Can we get w and b by just having gradient equal to 0?

Hello,

The lectures introduce the gradient descent function to compute w and b at a local minimum. But
since we know that the gradient (partial derivative) is equal to 0 at the local minimum, why not just compute w and b by having the gradient equal to 0?

Thank you!

1 Like

yes actually, we can directly solve for w and b using calculus but the problem is as the size of input increases finding a direct solution becomes computationally expensive, so instead we use an iterative method like gradient descent for most cases.


you can directly use the above formula to compute the weights, but as mentioned performing matrix multiplications of very high dimensional matrices is computationally expensive.

And the inverse of the term (Xtranspose.X) may not always exist.

Even if you set the derivative to 0, the equation you get might not be possible to solve analytically all the time, and that’s when iterative methods like gradient descent can help to find a close best solution.

1 Like

In addition putting the derivative term to 0 would result in large no of critical points for high dimensional feature, most of which would be poor local minima

Hey @chaohan , let me continue the discussion by giving examples of when w can be solved analytically as you described in the question, and when can’t.

We can: linear regression
In W1 Video (4:13) “Gradient descent for linear regression” we know the the gradients are

\frac{\partial{J}}{\partial{w}} = \frac{1}{m} \sum_{i=1}^{m}{(wx^{(i)}+b-y^{(i)})x^{(i)}}
\frac{\partial{J}}{\partial{b}} = \frac{1}{m} \sum_{i=1}^{m}{(wx^{(i)}+b-y^{(i)})}

And putting them zero as you said, we can rewrite them as
\frac{1}{m} (S_{xx}w+S_xb-S_{xy}) = 0
\frac{1}{m} (S_xw + mb - S_y) = 0

or

S_{xx}w+S_xb= S_{xy}
S_xw + mb = S_y

where S_{xx} = \sum_{i=1}^{m}{x^{(i)}x^{(i)}}, S_{xy} = \sum_{i=1}^{m}{x^{(i)}y^{(i)}}, S_{x} = \sum_{i=1}^{m}{x^{(i)}}, S_{y} = \sum_{i=1}^{m}{y^{(i)}}

We can then solve w and b with the last 2 equations thanks to the fact that both w and b can be taken out of the summation sign as common factors.

w = \frac{S_{xy} - \frac{S_xS_y}{m}}{S_{xx}-\frac{S_xS_x}{m}}
b = \frac{S_y-wS_x}{m}

@tharunnayak14 shared the matrix version of the same solution, and embedded both w and b inside \hat\theta.

We (almost always) can’t: logistic regression
In W3 video you can see that the gradients are

\frac{\partial{J}}{\partial{w}} = \frac{1}{m} \sum_{i=1}^{m}{( \frac{1}{1+ \exp(-wx^{(i)}-b)}-y^{(i)})x^{(i)}}
\frac{\partial{J}}{\partial{b}} = \frac{1}{m} \sum_{i=1}^{m}{(\frac{1}{1+ \exp(-wx^{(i)}-b)}-y^{(i)})}

Again, putting them zeros,

\sum_{i=1}^{m}{ \frac{x^{(i)}}{1+ \exp(-wx^{(i)}-b)}}-S_{xy} = 0
\sum_{i=1}^{m}{ \frac{1}{1+ \exp(-wx^{(i)}-b)}}-S_{y} = 0

This time, however, b and w can’t be taken outside of the summation sign as common factors, which makes it very challenging to analytically find the solution for w and b. I have tried to do this with m=2 (only 2 data samples) myself and if my maths is not wrong, my solution is

w = - \frac{\ln(\frac{1}{y^{(1)}}-1) - \ln(\frac{1}{y^{(2)}}-1)}{x^{(1)} - x^{(2)}}
b = -\ln(\frac{1}{y^{(1)}}-1) - wx^{(1)}

However, as m grows, it will be very difficult. I have written down my solution for m=2, but the point is, if there is no general form for the solution of w and b for all values of m, we can’t solve logistic regression like the way we can for linear regression.

This paper finds a analytical solution for logistic regression with the condition that all predictors (meaning all the x's) are categorical variables, but I have never seen an analytical solution that is generally for continuous x's.

Lastly, when there is no analytical solution, we can go to numerical solution which is what gradient descent belongs to.

2 Likes

Thank you @rmwkwok for the detailed example. I haven’t reached the W3 videos yet, but I do see in later W1 videos it says the normal equation method becomes slower with more features. Your example definitely helps me understand that idea better.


▸ **What you need to do**:
Restate the records in full and exactly, with no images included.

▸ **Data supplied**:
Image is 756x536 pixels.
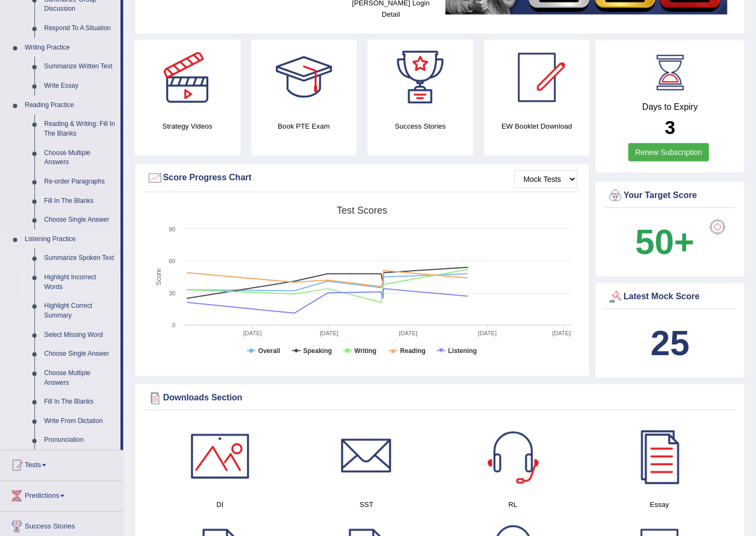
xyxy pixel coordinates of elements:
[39,412,121,431] a: Write From Dictation
[39,344,121,364] a: Choose Single Answer
[650,323,690,363] b: 25
[39,211,121,230] a: Choose Single Answer
[1,481,123,508] a: Predictions
[39,115,121,143] a: Reading & Writing: Fill In The Blanks
[320,330,339,336] tspan: [DATE]
[39,192,121,211] a: Fill In The Blanks
[39,364,121,393] a: Choose Multiple Answers
[298,499,434,511] h4: SST
[607,289,733,305] div: Latest Mock Score
[20,230,121,249] a: Listening Practice
[39,393,121,412] a: Fill In The Blanks
[172,322,175,329] text: 0
[665,117,675,138] b: 3
[448,348,477,355] tspan: Listening
[39,172,121,192] a: Re-order Paragraphs
[337,205,387,216] tspan: Test scores
[147,170,577,186] div: Score Progress Chart
[400,348,426,355] tspan: Reading
[153,499,288,511] h4: DI
[355,348,377,355] tspan: Writing
[39,143,121,172] a: Choose Multiple Answers
[169,226,175,233] text: 90
[607,102,733,112] h4: Days to Expiry
[39,326,121,345] a: Select Missing Word
[39,19,121,38] a: Respond To A Situation
[243,330,262,336] tspan: [DATE]
[446,499,581,511] h4: RL
[155,269,162,286] tspan: Score
[134,121,240,132] h4: Strategy Videos
[39,268,121,297] a: Highlight Incorrect Words
[592,499,727,511] h4: Essay
[553,330,572,336] tspan: [DATE]
[39,248,121,268] a: Summarize Spoken Text
[304,348,332,355] tspan: Speaking
[39,76,121,96] a: Write Essay
[368,121,474,132] h4: Success Stories
[147,391,733,406] div: Downloads Section
[39,297,121,325] a: Highlight Correct Summary
[252,121,357,132] h4: Book PTE Exam
[484,121,590,132] h4: EW Booklet Download
[628,143,710,162] a: Renew Subscription
[607,188,733,204] div: Your Target Score
[39,57,121,76] a: Summarize Written Text
[39,431,121,451] a: Pronunciation
[169,258,175,264] text: 60
[400,330,418,336] tspan: [DATE]
[635,222,695,261] b: 50+
[478,330,497,336] tspan: [DATE]
[20,96,121,115] a: Reading Practice
[258,348,280,355] tspan: Overall
[169,290,175,297] text: 30
[20,38,121,57] a: Writing Practice
[1,451,123,477] a: Tests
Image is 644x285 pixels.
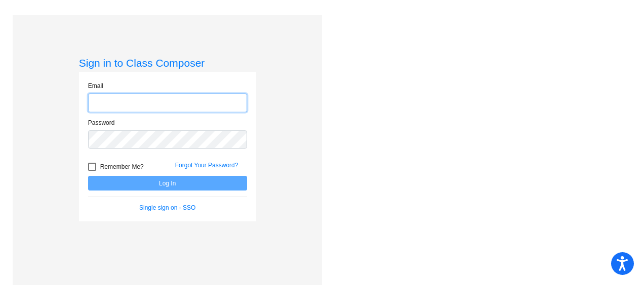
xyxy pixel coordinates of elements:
[88,118,115,128] label: Password
[139,205,195,211] a: Single sign on - SSO
[175,162,238,169] a: Forgot Your Password?
[101,161,144,173] span: Remember Me?
[88,81,103,91] label: Email
[88,176,247,190] button: Log In
[79,57,256,69] h3: Sign in to Class Composer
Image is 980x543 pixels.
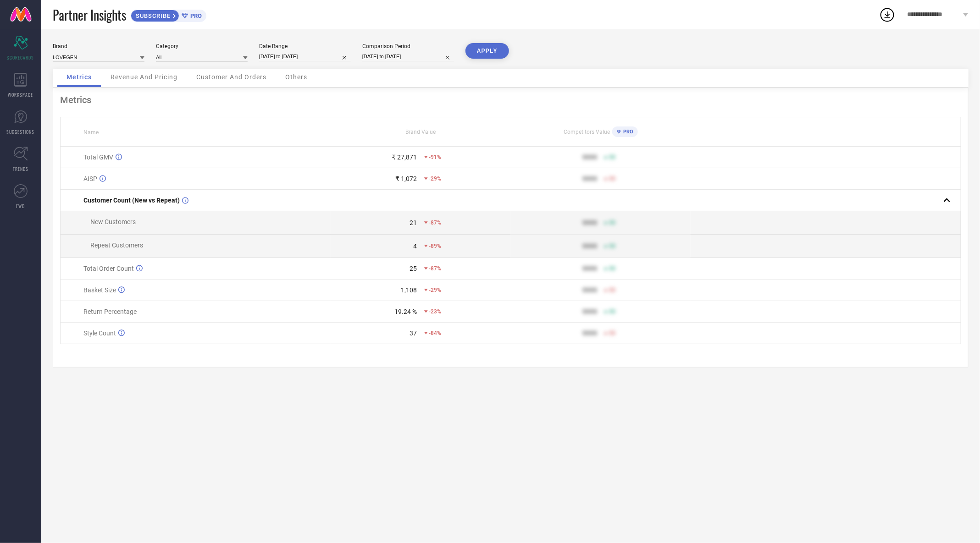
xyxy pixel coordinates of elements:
[621,129,633,135] span: PRO
[582,330,597,337] div: 9999
[52,43,144,50] div: Brand
[91,242,143,249] span: Repeat Customers
[582,265,597,273] div: 9999
[83,330,116,337] span: Style Count
[410,265,417,273] div: 25
[582,219,597,226] div: 9999
[156,43,247,50] div: Category
[13,166,29,172] span: TRENDS
[131,12,173,19] span: SUBSCRIBE
[609,330,615,337] span: 50
[259,43,351,50] div: Date Range
[401,286,417,294] div: 1,108
[609,287,615,294] span: 50
[67,74,92,80] span: Metrics
[609,154,615,160] span: 50
[52,5,126,25] span: Partner Insights
[362,52,454,61] input: Select comparison period
[131,7,206,22] a: SUBSCRIBEPRO
[879,6,895,23] div: Open download list
[582,243,597,250] div: 9999
[582,286,597,294] div: 9999
[429,176,442,182] span: -29%
[196,74,266,80] span: Customer And Orders
[582,175,597,183] div: 9999
[609,309,615,315] span: 50
[582,153,597,161] div: 9999
[7,128,35,135] span: SUGGESTIONS
[60,95,961,106] div: Metrics
[83,308,136,315] span: Return Percentage
[83,175,97,183] span: AISP
[429,309,442,315] span: -23%
[83,153,113,161] span: Total GMV
[259,52,351,61] input: Select date range
[396,175,417,183] div: ₹ 1,072
[395,308,417,315] div: 19.24 %
[429,330,442,337] span: -84%
[16,202,25,209] span: FWD
[285,74,307,80] span: Others
[609,266,615,272] span: 50
[429,287,442,294] span: -29%
[410,330,417,337] div: 37
[188,12,202,19] span: PRO
[429,154,442,160] span: -91%
[609,176,615,182] span: 50
[405,129,435,135] span: Brand Value
[392,153,417,161] div: ₹ 27,871
[609,243,615,249] span: 50
[429,243,442,249] span: -89%
[609,219,615,226] span: 50
[414,243,417,250] div: 4
[83,197,180,204] span: Customer Count (New vs Repeat)
[83,129,99,136] span: Name
[465,43,509,59] button: APPLY
[362,43,454,50] div: Comparison Period
[7,54,34,61] span: SCORECARDS
[429,219,442,226] span: -87%
[83,286,116,294] span: Basket Size
[582,308,597,315] div: 9999
[564,129,610,135] span: Competitors Value
[110,74,177,80] span: Revenue And Pricing
[8,91,33,98] span: WORKSPACE
[429,266,442,272] span: -87%
[410,219,417,226] div: 21
[83,265,134,273] span: Total Order Count
[91,218,136,226] span: New Customers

▸ **Task solution**:
Image is 756x536 pixels.
xyxy pixel coordinates of elements:
[39,412,121,431] a: Write From Dictation
[39,344,121,364] a: Choose Single Answer
[650,323,690,363] b: 25
[39,211,121,230] a: Choose Single Answer
[1,481,123,508] a: Predictions
[39,115,121,143] a: Reading & Writing: Fill In The Blanks
[320,330,339,336] tspan: [DATE]
[39,192,121,211] a: Fill In The Blanks
[39,364,121,393] a: Choose Multiple Answers
[298,499,434,511] h4: SST
[607,289,733,305] div: Latest Mock Score
[20,230,121,249] a: Listening Practice
[39,393,121,412] a: Fill In The Blanks
[172,322,175,329] text: 0
[665,117,675,138] b: 3
[448,348,477,355] tspan: Listening
[39,172,121,192] a: Re-order Paragraphs
[337,205,387,216] tspan: Test scores
[147,170,577,186] div: Score Progress Chart
[400,348,426,355] tspan: Reading
[153,499,288,511] h4: DI
[355,348,377,355] tspan: Writing
[39,143,121,172] a: Choose Multiple Answers
[169,226,175,233] text: 90
[607,102,733,112] h4: Days to Expiry
[39,326,121,345] a: Select Missing Word
[39,19,121,38] a: Respond To A Situation
[243,330,262,336] tspan: [DATE]
[446,499,581,511] h4: RL
[155,269,162,286] tspan: Score
[134,121,240,132] h4: Strategy Videos
[39,268,121,297] a: Highlight Incorrect Words
[592,499,727,511] h4: Essay
[553,330,572,336] tspan: [DATE]
[39,248,121,268] a: Summarize Spoken Text
[304,348,332,355] tspan: Speaking
[39,76,121,96] a: Write Essay
[368,121,474,132] h4: Success Stories
[147,391,733,406] div: Downloads Section
[39,297,121,325] a: Highlight Correct Summary
[252,121,357,132] h4: Book PTE Exam
[484,121,590,132] h4: EW Booklet Download
[628,143,710,162] a: Renew Subscription
[607,188,733,204] div: Your Target Score
[39,57,121,76] a: Summarize Written Text
[39,431,121,451] a: Pronunciation
[169,258,175,264] text: 60
[400,330,418,336] tspan: [DATE]
[635,222,695,261] b: 50+
[478,330,497,336] tspan: [DATE]
[20,96,121,115] a: Reading Practice
[258,348,280,355] tspan: Overall
[169,290,175,297] text: 30
[20,38,121,57] a: Writing Practice
[1,451,123,477] a: Tests
Image is 644x285 pixels.
xyxy pixel coordinates of elements:
[88,118,115,128] label: Password
[139,205,195,211] a: Single sign on - SSO
[175,162,238,169] a: Forgot Your Password?
[101,161,144,173] span: Remember Me?
[88,81,103,91] label: Email
[88,176,247,190] button: Log In
[79,57,256,69] h3: Sign in to Class Composer
Image is 980x543 pixels.
xyxy pixel coordinates of elements:
[621,129,633,135] span: PRO
[582,330,597,337] div: 9999
[52,43,144,50] div: Brand
[91,242,143,249] span: Repeat Customers
[582,265,597,273] div: 9999
[83,330,116,337] span: Style Count
[410,265,417,273] div: 25
[582,219,597,226] div: 9999
[156,43,247,50] div: Category
[13,166,29,172] span: TRENDS
[131,12,173,19] span: SUBSCRIBE
[609,330,615,337] span: 50
[259,43,351,50] div: Date Range
[401,286,417,294] div: 1,108
[609,287,615,294] span: 50
[67,74,92,80] span: Metrics
[609,154,615,160] span: 50
[52,5,126,25] span: Partner Insights
[362,52,454,61] input: Select comparison period
[131,7,206,22] a: SUBSCRIBEPRO
[879,6,895,23] div: Open download list
[582,243,597,250] div: 9999
[582,286,597,294] div: 9999
[429,176,442,182] span: -29%
[196,74,266,80] span: Customer And Orders
[582,175,597,183] div: 9999
[609,309,615,315] span: 50
[582,153,597,161] div: 9999
[7,128,35,135] span: SUGGESTIONS
[60,95,961,106] div: Metrics
[83,308,136,315] span: Return Percentage
[83,175,97,183] span: AISP
[429,309,442,315] span: -23%
[83,153,113,161] span: Total GMV
[259,52,351,61] input: Select date range
[396,175,417,183] div: ₹ 1,072
[395,308,417,315] div: 19.24 %
[429,330,442,337] span: -84%
[16,202,25,209] span: FWD
[285,74,307,80] span: Others
[609,266,615,272] span: 50
[429,287,442,294] span: -29%
[410,330,417,337] div: 37
[188,12,202,19] span: PRO
[429,154,442,160] span: -91%
[609,176,615,182] span: 50
[405,129,435,135] span: Brand Value
[392,153,417,161] div: ₹ 27,871
[609,243,615,249] span: 50
[429,243,442,249] span: -89%
[609,219,615,226] span: 50
[414,243,417,250] div: 4
[83,197,180,204] span: Customer Count (New vs Repeat)
[83,129,99,136] span: Name
[465,43,509,59] button: APPLY
[362,43,454,50] div: Comparison Period
[7,54,34,61] span: SCORECARDS
[429,219,442,226] span: -87%
[83,286,116,294] span: Basket Size
[582,308,597,315] div: 9999
[564,129,610,135] span: Competitors Value
[110,74,177,80] span: Revenue And Pricing
[8,91,33,98] span: WORKSPACE
[429,266,442,272] span: -87%
[410,219,417,226] div: 21
[83,265,134,273] span: Total Order Count
[91,218,136,226] span: New Customers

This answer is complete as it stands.